Rachel Clark's research focuses on integrated quantum photonic devices, squeezed light generation on-chip, and nonlinear photonics. Research: (1) on-chip squeezed light generation in silicon nitride and lithium niobate waveguide platforms; (2) continuous-variable quantum photonic circuits; (3) nonlinear photonics for quantum sensing. This group is directly relevant to quantum-enhanced sensing with squeezed light.
Edmund Harbord researches quantum communications, solid-state quantum optics, and topological photonic structures. Research: (1) single-photon sources based on solid-state emitters (quantum dots, colour centres); (2) topological photonic crystal structures for robust quantum light propagation; (3) quantum communication protocols. Bridges photonics engineering with quantum networking.
Siddarth Joshi's group works on satellite-based quantum key distribution, quantum information protocols, and chip-scale quantum technologies. Research: (1) QKD receiver miniaturization for satellites and CubeSats; (2) chip-scale quantum random number generation and single-photon detection; (3) quantum metrology and sensing with photonic chips. Part of EPSRC Quantum Communications Hub.
Anthony Laing's group pioneers photonic quantum computing and quantum simulation, having invented integrated quantum photonics. Research: (1) universal reconfigurable photonic quantum processors; (2) photonic quantum simulation for chemistry and materials science; (3) photonic quantum sensing using multi-photon interference on chip. Founded PsiQuantum co-founder and Quantum in the Summer school.

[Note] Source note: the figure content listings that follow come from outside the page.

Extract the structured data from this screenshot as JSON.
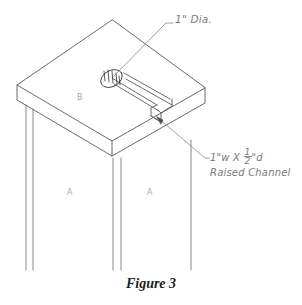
{
  "figure": {
    "caption": "Figure 3"
  },
  "annotations": {
    "hole": {
      "text": "1\" Dia.",
      "name": "hole-diameter-callout"
    },
    "channel": {
      "line1_prefix": "1\"w X ",
      "fraction_numerator": "1",
      "fraction_denominator": "2",
      "line1_suffix": "\"d",
      "line2": "Raised Channel",
      "name": "raised-channel-callout"
    }
  },
  "part_labels": {
    "top": "B",
    "leg_left": "A",
    "leg_right": "A"
  },
  "colors": {
    "line": "#5a5a5a",
    "leader": "#8a8a8a",
    "annotation_text": "#7b7b7b",
    "part_letter": "#a8a8a8",
    "caption": "#1c1c1c",
    "background": "#ffffff"
  }
}
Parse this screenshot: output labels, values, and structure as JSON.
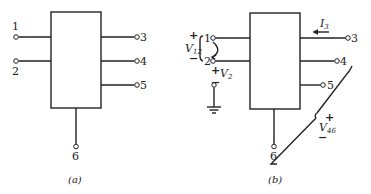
{
  "diagram": {
    "panels": [
      {
        "caption": "(a)",
        "terminals": [
          "1",
          "2",
          "3",
          "4",
          "5",
          "6"
        ]
      },
      {
        "caption": "(b)",
        "terminals": [
          "1",
          "2",
          "3",
          "4",
          "5",
          "6"
        ],
        "annotations": {
          "v12": {
            "symbol": "V",
            "sub": "12",
            "plus": "+",
            "minus": "−"
          },
          "v2": {
            "symbol": "V",
            "sub": "2",
            "plus": "+",
            "minus": "−"
          },
          "i3": {
            "symbol": "I",
            "sub": "3"
          },
          "v46": {
            "symbol": "V",
            "sub": "46",
            "plus": "+",
            "minus": "−"
          }
        }
      }
    ]
  }
}
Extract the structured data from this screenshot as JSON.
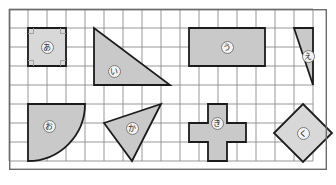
{
  "figure": {
    "canvas": {
      "width": 336,
      "height": 185,
      "background": "#ffffff"
    },
    "grid": {
      "origin_x": 9,
      "origin_y": 9,
      "cell_size": 19.0,
      "columns": 16,
      "rows": 8,
      "line_color": "#8d8d8d",
      "border_color": "#6b6b6b",
      "line_width": 0.9,
      "border_width": 1.4
    },
    "style": {
      "shape_fill": "#c9c9c9",
      "shape_fill_light": "#d8d8d8",
      "shape_stroke": "#1c1c1c",
      "shape_stroke_width": 1.8,
      "label_bg": "#f2f2f2",
      "label_border": "#7a7a7a",
      "label_text": "#1a1a1a"
    },
    "shapes": [
      {
        "id": "shape-a",
        "label": "あ",
        "name": "square",
        "kind": "polygon",
        "fill": "#d8d8d8",
        "points": "19,19 57,19 57,57 19,57",
        "label_x": 38,
        "label_y": 38,
        "right_angles": [
          {
            "x": 19,
            "y": 19,
            "dx": 1,
            "dy": 1
          },
          {
            "x": 57,
            "y": 19,
            "dx": -1,
            "dy": 1
          },
          {
            "x": 19,
            "y": 57,
            "dx": 1,
            "dy": -1
          },
          {
            "x": 57,
            "y": 57,
            "dx": -1,
            "dy": -1
          }
        ]
      },
      {
        "id": "shape-i",
        "label": "い",
        "name": "right-triangle",
        "kind": "polygon",
        "fill": "#c9c9c9",
        "points": "85,19 85,76 161,76",
        "label_x": 105,
        "label_y": 62,
        "right_angles": []
      },
      {
        "id": "shape-u",
        "label": "う",
        "name": "rectangle",
        "kind": "polygon",
        "fill": "#c9c9c9",
        "points": "180,19 256,19 256,57 180,57",
        "label_x": 218,
        "label_y": 38,
        "right_angles": []
      },
      {
        "id": "shape-e",
        "label": "え",
        "name": "oblique-triangle",
        "kind": "polygon",
        "fill": "#c9c9c9",
        "points": "285,19 304,19 304,76",
        "label_x": 299,
        "label_y": 47,
        "right_angles": []
      },
      {
        "id": "shape-o",
        "label": "お",
        "name": "quarter-circle",
        "kind": "path",
        "fill": "#c9c9c9",
        "d": "M 19,95 L 76,95 A 57,57 0 0 1 19,152 Z",
        "label_x": 40,
        "label_y": 117,
        "right_angles": []
      },
      {
        "id": "shape-ka",
        "label": "か",
        "name": "scalene-triangle",
        "kind": "polygon",
        "fill": "#c9c9c9",
        "points": "95,114 152,95 123,152",
        "label_x": 123,
        "label_y": 119,
        "right_angles": []
      },
      {
        "id": "shape-ki",
        "label": "き",
        "name": "cross",
        "kind": "polygon",
        "fill": "#c9c9c9",
        "points": "199,95 218,95 218,114 237,114 237,133 218,133 218,152 199,152 199,133 180,133 180,114 199,114",
        "label_x": 208,
        "label_y": 114,
        "right_angles": []
      },
      {
        "id": "shape-ku",
        "label": "く",
        "name": "diamond",
        "kind": "polygon",
        "fill": "#d8d8d8",
        "points": "294,95 323,124 294,153 265,124",
        "label_x": 294,
        "label_y": 124,
        "right_angles": []
      }
    ]
  }
}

Ruth Oulton's group works on quantum photonics using solid-state single-photon emitters. Research: (1) semiconductor quantum dot single-photon sources โ cavity-enhanced emission, photonic crystal integration; (2) hBN defect spin-photon interfaces; (3) integrated quantum photonics for sensing and quantum networks. The group focuses on device-quality semiconductor photonic systems for quantum information and sensing applications.
John Rarity's group works on quantum-enhanced measurements and free-space quantum key distribution. Research: (1) quantum imaging with undetected photons โ mid-infrared gas sensing (CO2, CH4) exploiting entangled photon pairs, with only near-IR photons detected (startup QLM); (2) sub-shot-noise imaging using quantum-identical photon beams; (3) spin-photon interfaces (1D cavity with near-unit scattering efficiency); (4) compact satellite QKD transmitters (EPSRC Quantum Comms Hub). Highly relevant to quantum-enhanced sensing.
Giulia Rubino's research bridges quantum foundations and quantum technologies using integrated photonics. Research: (1) indefinite causal order โ experimental demonstration of quantum switch using photonic chips; (2) quantum thermodynamics โ fundamental limits of thermodynamic work extraction in quantum systems; (3) quantum information processing with photonic integrated circuits. Appointed Lecturer January 2024.